Displacement field around an edge dislocation in silicon

In this chapter we describe how the elastic properties of rock are measured in the laboratory and provide tables of representative values for different rock types. However, the need to understand the resistance of rocks to deformation goes well beyond the accumulation of numbers in handbooks. To analyze a geological structure one must choose the appropriate boundary- or initial-value problem to serve as a mechanical model, and one must postulate a particular mechanical behavior. That is, one must say exactly what the relationship is between the stress acting within a material and the strain or rate of deformation. These relationships are called constitutive equations. For example, Hytch et al. (2003), studying the displacement field around an edge dislocation in silicon as revealed by electron microscopy (see above), postulated an anisotropic linear elastic constitutive law and calculated model displacements, ux and uy, that are remarkably similar to those observed in the laboratory experiment.

Exercises

Concepts from Chapter 8

These exercises explore concepts from Chapter 8 including intuitive notions of elastic behavior, computation of elastic strains given a stress state, the elastic solution for the edge dislocation, interpretation of laboratory rock mechanical data on elastic properties, and classic boundary value problems illustrating elastic heterogeneity and anisotropy.
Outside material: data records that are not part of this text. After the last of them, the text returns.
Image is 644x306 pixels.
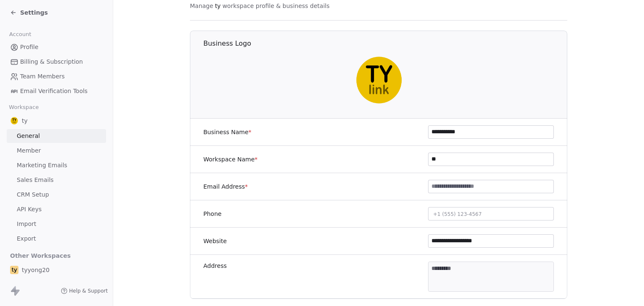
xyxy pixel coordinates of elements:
span: Other Workspaces [7,249,74,263]
span: Team Members [20,72,65,81]
img: TY%20favicon%20transparent%20bg.png [10,266,19,274]
span: Account [5,28,35,41]
span: Member [16,146,41,155]
a: API Keys [7,202,106,216]
a: Profile [7,40,106,54]
span: Email Verification Tools [20,87,87,96]
span: tyyong20 [22,266,49,274]
label: Address [204,262,227,270]
span: API Keys [16,205,42,214]
a: Export [7,232,106,246]
span: Export [16,234,36,243]
span: Settings [20,8,48,16]
span: Billing & Subscription [20,57,83,66]
span: General [16,131,40,140]
button: +1 (555) 123-4567 [428,207,554,221]
img: tylink%20favicon.png [352,53,406,107]
a: General [7,129,106,143]
span: CRM Setup [16,190,49,199]
a: Marketing Emails [7,158,106,172]
a: CRM Setup [7,188,106,202]
a: Member [7,144,106,157]
label: Workspace Name [204,155,257,163]
h1: Business Logo [204,39,568,49]
span: Help & Support [69,287,107,294]
a: Billing & Subscription [7,55,106,69]
span: Profile [20,43,39,51]
label: Website [204,237,227,246]
a: Email Verification Tools [7,84,106,98]
span: Manage [190,1,213,10]
a: Team Members [7,69,106,84]
a: Import [7,217,106,231]
span: +1 (555) 123-4567 [433,211,482,217]
span: Marketing Emails [16,161,67,170]
span: ty [22,116,28,125]
span: ty [215,1,221,10]
label: Business Name [204,128,251,137]
span: workspace profile & business details [222,1,330,10]
label: Email Address [204,182,248,191]
label: Phone [204,210,222,218]
span: Workspace [5,101,43,113]
a: Settings [10,8,48,16]
span: Sales Emails [16,175,54,184]
img: tylink%20favicon.png [10,116,19,125]
span: Import [16,219,36,228]
a: Help & Support [60,287,107,294]
a: Sales Emails [7,173,106,187]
Mechanics of dike intrusion at Ship Rock

This exercise explores models of rock deformation during the emplacement of dikes in the magma plumbing systems of volcanoes. Dikes provide conduits for flow of magma through the brittle parts of Earth's crust, and they feed fissure eruptions on many volcanoes. Mechanical models enable on to deduce the elastic properties of rock at the kilometer scale from measurements in the field of dike thickness and length.